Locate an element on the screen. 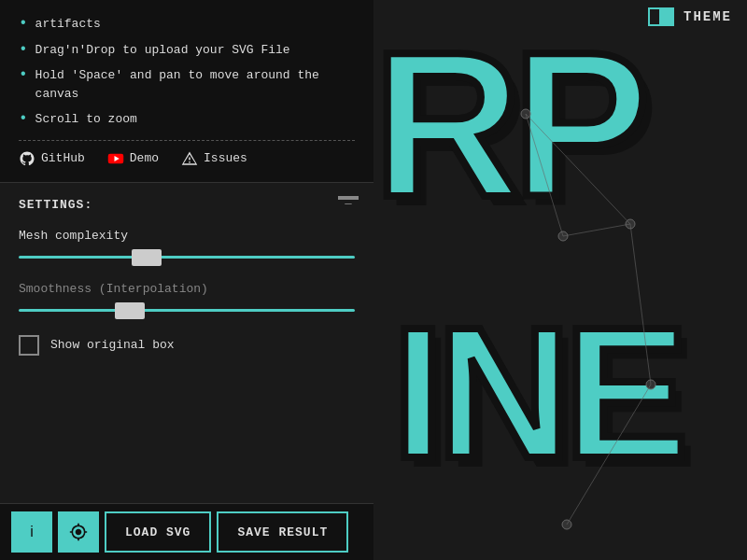 This screenshot has width=747, height=560. save-result-button: SAVE RESULT is located at coordinates (282, 532).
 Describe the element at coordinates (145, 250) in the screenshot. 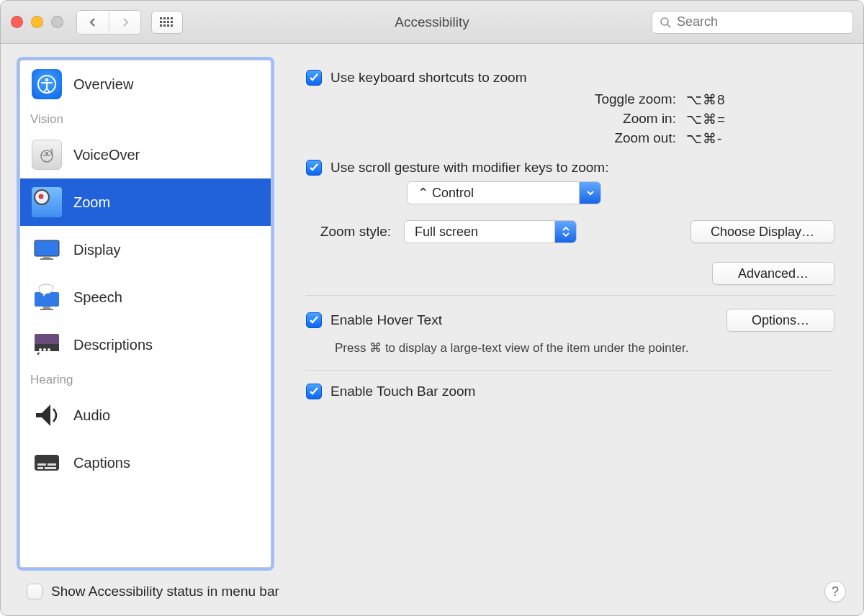

I see `sidebar-item-display: Display` at that location.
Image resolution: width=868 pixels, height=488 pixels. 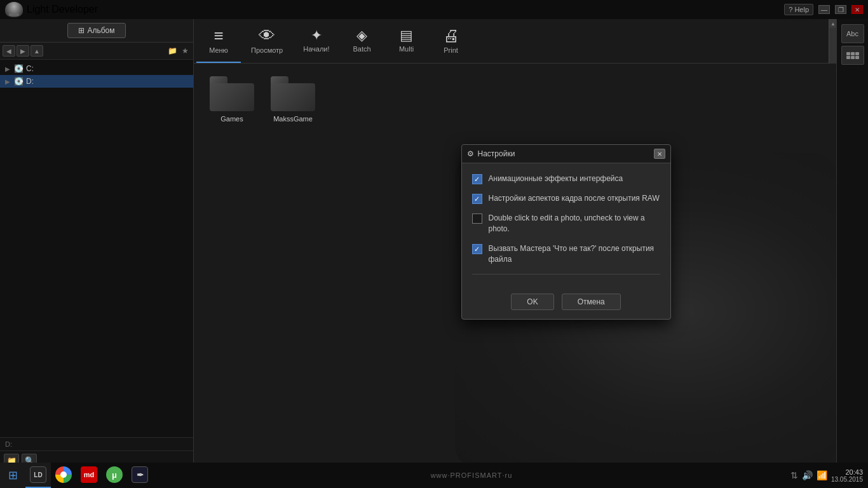 What do you see at coordinates (97, 69) in the screenshot?
I see `drive-c: ▶ 💽 C:` at bounding box center [97, 69].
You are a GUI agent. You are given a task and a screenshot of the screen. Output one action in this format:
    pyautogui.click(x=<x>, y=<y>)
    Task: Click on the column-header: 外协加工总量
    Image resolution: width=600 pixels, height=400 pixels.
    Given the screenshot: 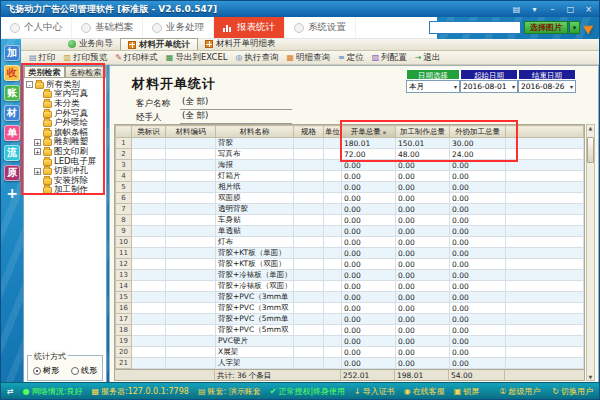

▶ Work item: The required output is every line from the one containing "pyautogui.click(x=<x>, y=<y>)" through the last line of the data above, restated exactly and without pictures.

▶ Result:
    pyautogui.click(x=<x>, y=<y>)
    Task: Click on the column-header: 外协加工总量
    Image resolution: width=600 pixels, height=400 pixels.
    Given the screenshot: 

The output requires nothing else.